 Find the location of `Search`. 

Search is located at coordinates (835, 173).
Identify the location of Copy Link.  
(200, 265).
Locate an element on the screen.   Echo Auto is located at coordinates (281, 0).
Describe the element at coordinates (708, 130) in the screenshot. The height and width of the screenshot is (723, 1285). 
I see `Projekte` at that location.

= = = =

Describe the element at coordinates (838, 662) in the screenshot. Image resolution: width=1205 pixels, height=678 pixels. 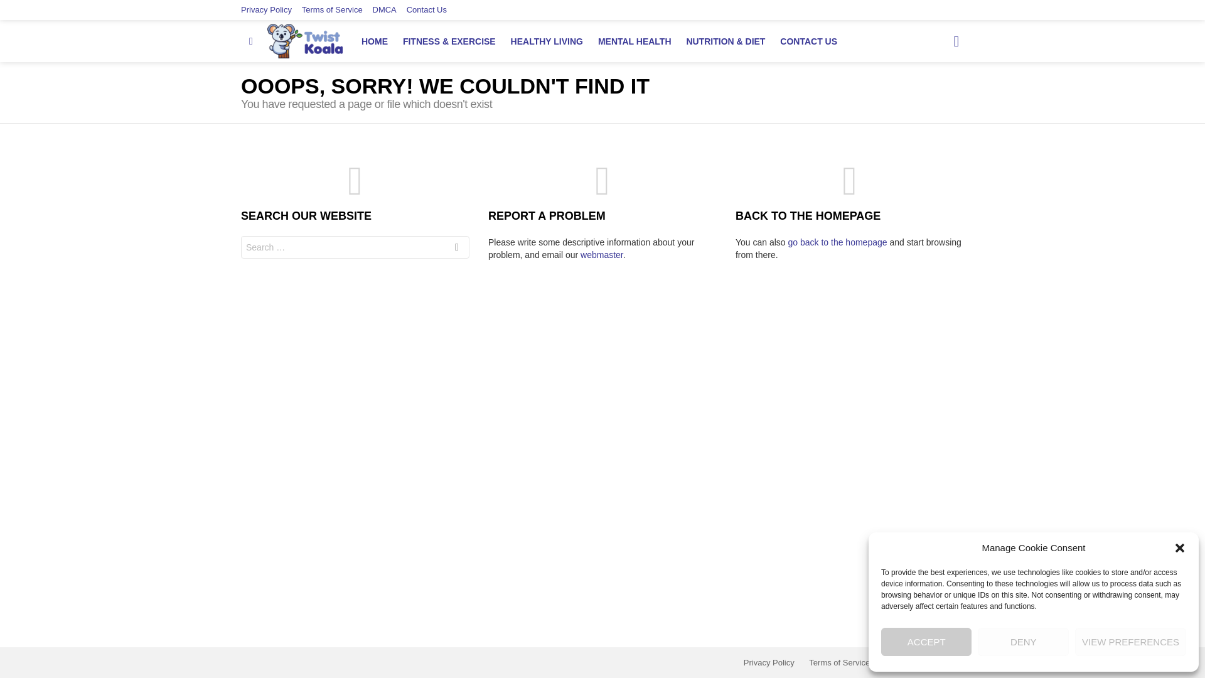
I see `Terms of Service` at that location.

= = = =

→ Description of the task:
Here the output must be the lines above from the line with "Find the location" to the line with "Locate an element", both included, duplicated word for word and nothing else.

→ Problem solution:
 Find the location of `Search`. 

Search is located at coordinates (835, 173).
Identify the location of Copy Link.  
(200, 265).
Locate an element on the screen.   Echo Auto is located at coordinates (281, 0).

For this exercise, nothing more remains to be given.